Keyword Bucket Optimization

What is Keyword Bucket Optimization?
What do fried chicken, popcorn, and keywords have in common? They are best served in buckets of course! During our Advanced SEO Webinar on content writing, we explained how using keyword buckets greatly increases the effectiveness of your website optimization as well as successfully guide search engine spiders through pages deep within your website. Some refer to this method as content silos or thematic optimization, but as you will soon discover the bucket analogy is very applicable (and more fun!).

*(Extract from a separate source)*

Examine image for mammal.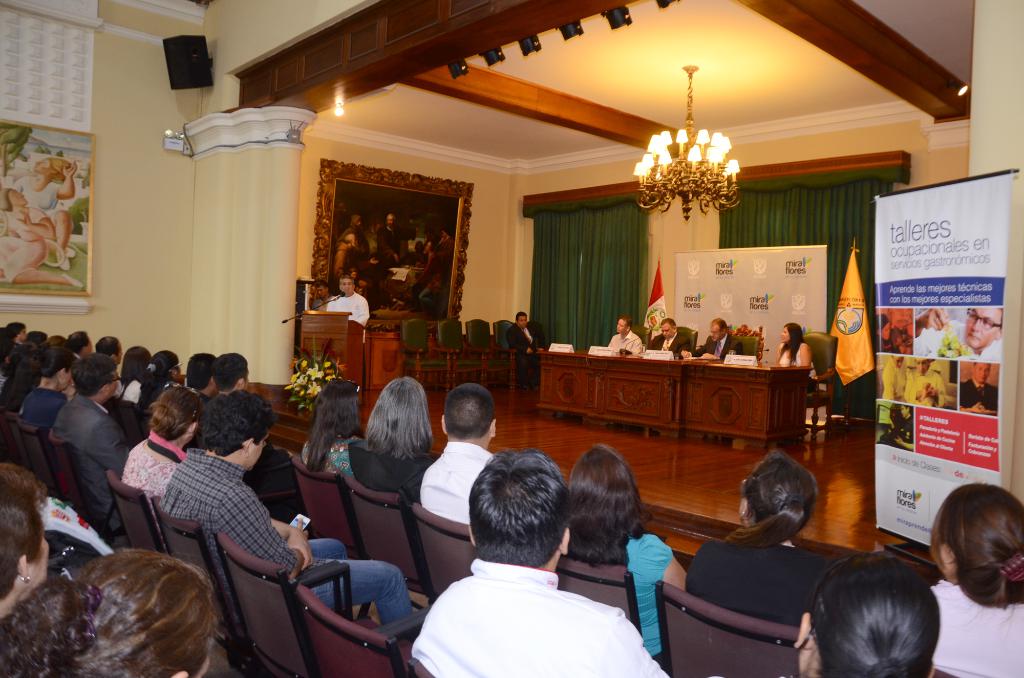
Examination result: [left=347, top=374, right=441, bottom=505].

So what are these magic buckets?
Think of your homepage as the serving tray these buckets sit on. The meta and written content on your homepage should include your more general keywords and hit upon the major themes about the product or service you provide. This gives users and search engines an overview of what your company is all about.
Next come the buckets. Your homepage should include internal links to other pages on your website discussing more specialized topics. These pages group together content under a central theme, allowing you to target more specific keywords in the written and meta content. We refer to this as a level one page. Then, on this page, there should be several other links pointing to pages that continue to specialize and support the topic on the level one page. And yes, you guessed it, we call these level two pages. Level one and level two pages make up the keyword bucket because they both relate to the same subtopic.

How to Do It
Keyword Bucket Optimization is a key trick of the trade in SEO because search engines love buckets. To them, buckets look like treasure chests of relevant information that their searchers are going to appreciate. The bucket technique also allows you to optimize your internal pages for more specific keywords and long-tailed phrases, greatly helping them rank high for these less competitive keywords. The internal links also guide search engine spiders through your internal pages, ensuring that your whole website is crawled. This is very important because the spider is able to follow your links to deep internal pages which they would normally overlook.

In the example shown above, a company specializing in customer relationship management (CRM) is able to target its general keyword, CRM, on each level one page as well as more specialized key phrases (CRM services, CRM products, and CRM solution). Also, the level two pages signal to the search engine a wealth of information on these more specific topics. Now you’re not depending solely on your homepage to gain high Search Engine Result Page (SERP) rankings for the most competitive keywords and phrases but also have internal pages targeted to specific keywords and long-tailed phrases that are less competitive. As a result, these keyword buckets help improve your overall ranking for broad keywords (in this case CRM) as well as more specific targeted keywords (CRM services).
Keyword Buckets: A Win-Win-Win Situation
Everyone benefits from keyword buckets. Search engine crawlers can navigate deep into your website to discover a wealth of interconnected information that their searchers are sure to appreciate. Also, the buckets organize information by specific topics, enabling search engines to index internal pages targeting more specific keywords and long-tailed phrases. In turn, your company benefits as your website improves in search engine rankings, allowing your business to reach customers at the very moment they are looking for your product/service. Lastly, the searcher will profit from the relevance of your website to their more specific search terms and appreciate the useful link navigation that lets them explore your website in a logical way.
So although some people might not prefer fried chicken or popcorn, in the world of Keyword Bucket Optimization, everyone is happy.